Viden lives in Glassboro and runs the operation out of his business, Bob’s Little Sport Shop, which he operates with help from his wife and children. He first went to Africa in 1984 on a hunting expedition and recently has been going once a year, now with a purpose beyond recreation.

When Viden visited Zaire in 1997 – today the Democratic Republic of Congo – he met a group of missionaries that invited him and his hunting party to a nearby village. The thatched roof huts there had no electricity or running water, and the villagers had no shoes.

The missionaries described to him how the lack of footwear presented dire and avoidable consequences for the villagers, because their bare feet often picked up parasites in the sub-Saharan bush. When Viden met a young boy who asked him to send back shoes, it was the inspiration he needed to make a difference.

Viden said the two organizations he works with most are the Safari Club International and The One Shot Hunt Club, both of which have been instrumental in delivering supplies to needy villages.

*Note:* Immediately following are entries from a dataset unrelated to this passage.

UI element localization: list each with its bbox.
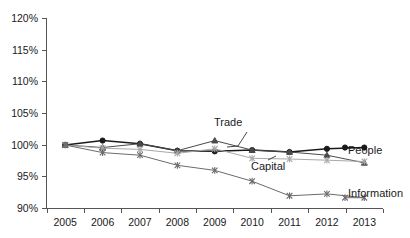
series-layer — [62, 138, 367, 202]
x-tick-label: 2005 — [54, 216, 78, 228]
y-tick-label: 90% — [17, 202, 38, 214]
x-tick-label: 2008 — [166, 216, 190, 228]
data-point-people-2012 — [324, 146, 329, 151]
y-tick-label: 120% — [11, 12, 38, 24]
y-axis-labels: 120% 115% 110% 105% 100% 95% 90% — [11, 12, 38, 214]
annotation-leaders — [227, 132, 276, 160]
line-chart: 120% 115% 110% 105% 100% 95% 90% 2005200… — [0, 0, 410, 238]
y-tick-label: 115% — [12, 44, 38, 56]
data-point-trade-2009 — [212, 138, 218, 143]
x-tick-label: 2006 — [91, 216, 115, 228]
data-point-people-2006 — [100, 138, 105, 143]
x-tick-label: 2013 — [353, 216, 377, 228]
annotation-trade: Trade — [214, 116, 242, 128]
x-axis-labels: 200520062007200820092010201120122013 — [54, 216, 377, 228]
annotation-capital: Capital — [251, 160, 285, 172]
y-tick-label: 100% — [11, 139, 38, 151]
x-tick-label: 2011 — [278, 216, 301, 228]
x-tick-label: 2007 — [128, 216, 152, 228]
legend-label-people: People — [348, 144, 382, 156]
legend-label-information: Information — [348, 187, 403, 199]
legend-marker-people — [342, 145, 347, 150]
y-tick-label: 110% — [12, 75, 38, 87]
y-tick-label: 95% — [17, 170, 38, 182]
chart-canvas: 120% 115% 110% 105% 100% 95% 90% 2005200… — [0, 0, 410, 238]
data-point-information-2010 — [249, 178, 255, 185]
x-tick-marks — [48, 209, 384, 213]
y-tick-label: 105% — [11, 107, 38, 119]
x-tick-label: 2009 — [203, 216, 227, 228]
x-tick-label: 2010 — [240, 216, 264, 228]
y-tick-marks — [42, 19, 47, 209]
x-tick-label: 2012 — [315, 216, 339, 228]
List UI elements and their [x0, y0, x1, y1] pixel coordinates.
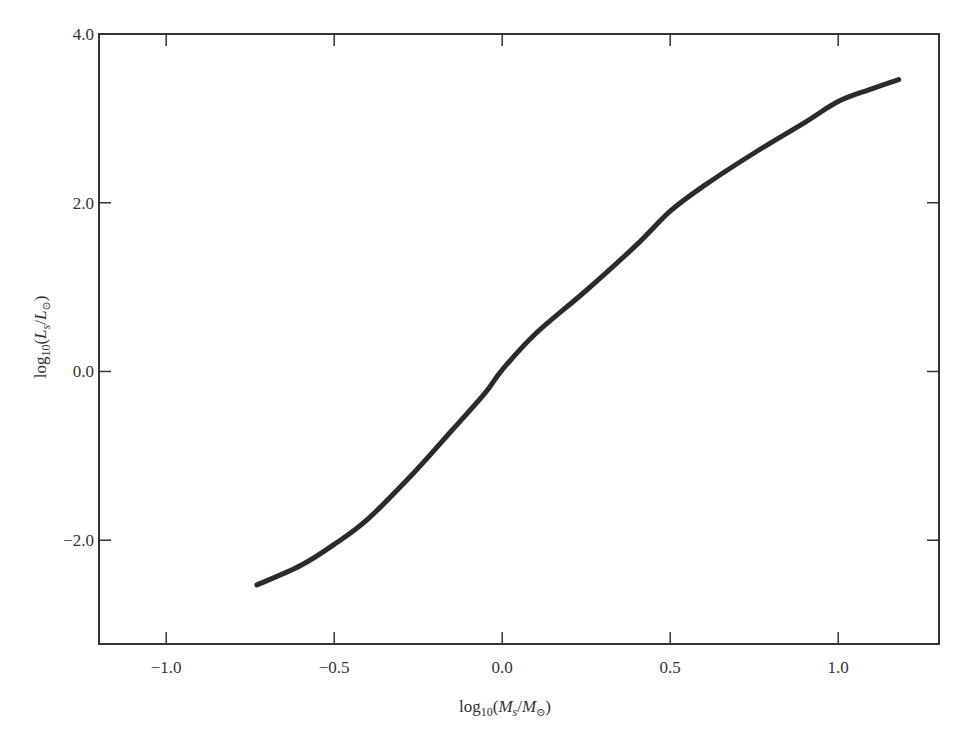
y-tick-label: 2.0: [73, 194, 94, 213]
y-tick-label: −2.0: [63, 531, 94, 550]
x-tick-label: 0.0: [492, 658, 513, 677]
plot-frame: [99, 34, 939, 644]
data-series: [257, 80, 899, 585]
x-tick-label: −0.5: [319, 658, 350, 677]
chart: −1.0−0.50.00.51.0 −2.00.02.04.0 log10(Ms…: [0, 0, 960, 737]
y-tick-label: 0.0: [73, 362, 94, 381]
x-axis-ticks: −1.0−0.50.00.51.0: [151, 34, 849, 677]
plot-border: [99, 34, 939, 644]
y-axis-title: log10(Ls/L⊙): [31, 296, 53, 379]
x-tick-label: 0.5: [660, 658, 681, 677]
x-axis-title: log10(Ms/M⊙): [459, 697, 551, 719]
y-tick-label: 4.0: [73, 25, 94, 44]
mass-luminosity-curve: [257, 80, 899, 585]
x-tick-label: 1.0: [828, 658, 849, 677]
y-axis-ticks: −2.00.02.04.0: [63, 25, 939, 550]
x-tick-label: −1.0: [151, 658, 182, 677]
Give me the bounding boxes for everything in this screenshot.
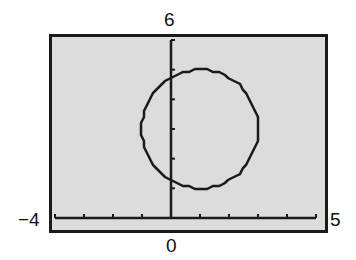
circle-curve	[141, 69, 258, 189]
plot-area	[0, 0, 356, 260]
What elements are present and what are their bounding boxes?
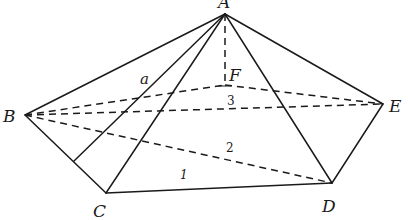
edge-BD: [25, 115, 332, 183]
edge-DE: [332, 104, 383, 183]
label-B: B: [2, 106, 16, 126]
label-1: 1: [180, 168, 188, 182]
label-a: a: [140, 70, 149, 88]
edge-A-foot-BC: [74, 14, 225, 161]
label-A: A: [216, 0, 230, 12]
edge-AE: [225, 14, 383, 104]
edge-BC: [25, 115, 106, 193]
edge-FE: [225, 85, 383, 104]
edge-AC: [106, 14, 225, 193]
edge-CD: [106, 183, 332, 193]
edge-BE: [25, 104, 383, 115]
label-D: D: [321, 196, 336, 216]
label-F: F: [228, 65, 242, 85]
label-E: E: [388, 96, 402, 116]
pyramid-diagram: A B C D E F a 1 2 3: [0, 0, 408, 220]
label-C: C: [93, 201, 106, 220]
edge-AD: [225, 14, 332, 183]
label-2: 2: [226, 141, 234, 155]
label-3: 3: [227, 94, 235, 108]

The One Shot Hunt Club is chartered in South Africa, where Viden worked with it to deliver shoes.

Footsteps receives donations from as far south as Maryland and as north as New York, which is not bad considering all its advertising is through word of mouth, although Viden said a Web site is in the works. Murtha said she heard a school in Voorhees is picking up the program as well after hearing about it at Johnson.